I've gone on record that I would prefer the casting side could be forgone to boost the Wildshape side, by consuming Spell Slots to boost the Wildshape instead of just being a meatshield after Tier 1. However, if that isn't the way WotC wants to go then the HP needs to return, else lose any reason for the Druid to commit to melee.

Funny thing is I thought UA Moon Druid was going to work out different to how it does in play. I had a look at a fairly in-depth discussion elsewhere and when you build to use the wildshaped casting it can be pretty tanky. i tried a few things out myself.

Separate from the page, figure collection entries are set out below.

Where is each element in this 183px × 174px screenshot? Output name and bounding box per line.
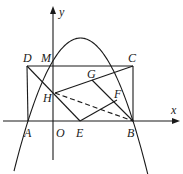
segment-da [27,66,28,121]
point-label-e: E [75,126,84,140]
x-axis-arrow-icon [172,118,180,124]
y-axis-arrow-icon [50,6,56,14]
point-labels: AOEBDMCGHF [22,51,137,140]
point-label-a: A [23,126,32,140]
point-label-c: C [128,51,137,65]
point-label-g: G [87,67,96,81]
segment-ef [80,100,117,121]
y-axis-label: y [58,5,65,19]
point-label-d: D [22,51,32,65]
point-label-b: B [127,126,135,140]
segment-gb [92,80,133,121]
geometry-figure: x y AOEBDMCGHF [0,0,183,174]
point-label-h: H [42,91,53,105]
point-label-o: O [56,126,65,140]
point-label-f: F [113,87,122,101]
x-axis-label: x [170,103,177,117]
point-label-m: M [40,51,52,65]
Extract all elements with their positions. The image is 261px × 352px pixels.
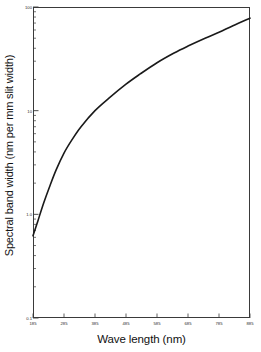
y-tick-label: 1.0 <box>21 212 32 217</box>
x-axis-ticks <box>33 314 250 319</box>
y-axis-minor-ticks <box>33 12 36 287</box>
data-series-line <box>33 18 250 236</box>
x-tick-label: 185 <box>30 321 37 326</box>
y-axis-ticks <box>33 7 39 318</box>
x-tick-label: 485 <box>123 321 130 326</box>
y-tick-label: 10 <box>21 108 32 113</box>
y-tick-label: 0.1 <box>21 316 32 321</box>
x-tick-label: 685 <box>185 321 192 326</box>
x-tick-label: 385 <box>92 321 99 326</box>
x-tick-label: 785 <box>216 321 223 326</box>
x-tick-label: 285 <box>61 321 68 326</box>
x-axis-title: Wave length (nm) <box>33 333 250 345</box>
x-tick-label: 585 <box>154 321 161 326</box>
x-tick-label: 885 <box>247 321 254 326</box>
chart-figure: 185285385485585685785885 0.11.010100 Spe… <box>0 0 261 352</box>
y-axis-title: Spectral band width (nm per mm slit widt… <box>0 0 18 311</box>
y-tick-label: 100 <box>21 5 32 10</box>
plot-svg <box>33 7 250 318</box>
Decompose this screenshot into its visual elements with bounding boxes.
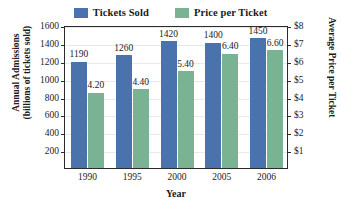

Pure moon druid with just druid spells can still use Barskin at lower levels and Stoneskin at higher levels - and use Resistance cantrip to help hold onto concentration. Its tankier than it looks. Even with the current wording it seems very clear that Abjuration spells from any source are fine - so grab Magic Initiate for some Divine spells and try Shield of Faith as an alternative, or go for the classic gold-standard spell which is Shield from the Arcane list.

The damage output is only really comparable with a martial not using feats to boost their damage so its a bit underwhelming. But there is a fine line to tread between making it usable and making it outright better than any martial (which the 5e moon druid is at some levels). But the lack of feats has other complexities and problems so my main feedback on this is to allow the druid to retain feats while wildshaped - albeit that some of them will be limited by the form or by the restriction on casting spells. Tough not carrying over is a real rough area but we can look at other feats like Savage Attacker and there really is no sense in them not working in wildshape form. I think this fixes most of the issues with the UA and if they add in a few more flavourful feats over time it would fix all of them IMO. Martials can catch up with the 5e Moon Druid by picking one of a very few specific feats, while the 5e druid does not need that feat investment. I really don't mind if the new druid needs more feat investment to be a substitute melee martial than a real martial needs - but they need to open up the ability to do that.

Aimeryan
2023-03-06, 07:48 AM
Pure moon druid with just druid spells can still use Barskin at lower levels and Stoneskin at higher levels - and use Resistance cantrip to help hold onto concentration. Its tankier than it looks. Even with the current wording it seems very clear that Abjuration spells from any source are fine - so grab Magic Initiate for some Divine spells and try Shield of Faith as an alternative, or go for the classic gold-standard spell which is Shield from the Arcane list.

The problem here is that Barkskin is a Concentration spell - so you can't Concentrate on this and still be useful to the party by Concentrating on something else. Furthermore, it is not self-only - so why cast it on yourself and not the melee, instead? If you cast it on the melee you could then stand back being safe and still use your casting (non-Concentration). Preferably, however, you would just actually cast a big Concentration spell that has a big impact on the encounter.

I'm also not convinced that this is tanky other than over time. Yes, single digit temp HP every round over an hour can add up, but are you taking single digit damage only? Putting a low AC, low HP, caster Concentrating purposely in melee sounds daft. Using that spell on a tanky melee - preferably a Barbarian - on the other hand might be worth it if you are out of big impactful spells anyway (its a low level Spell Slot, after all).

Either way, where is the Wildshape coming into this?

Mastikator
2023-03-06, 08:18 AM
If you're worried about being low HP then take tough at level 1. In fact pick dwarf as your race for that +1. Your HP at level 3 with 14 con would be 33, not bad.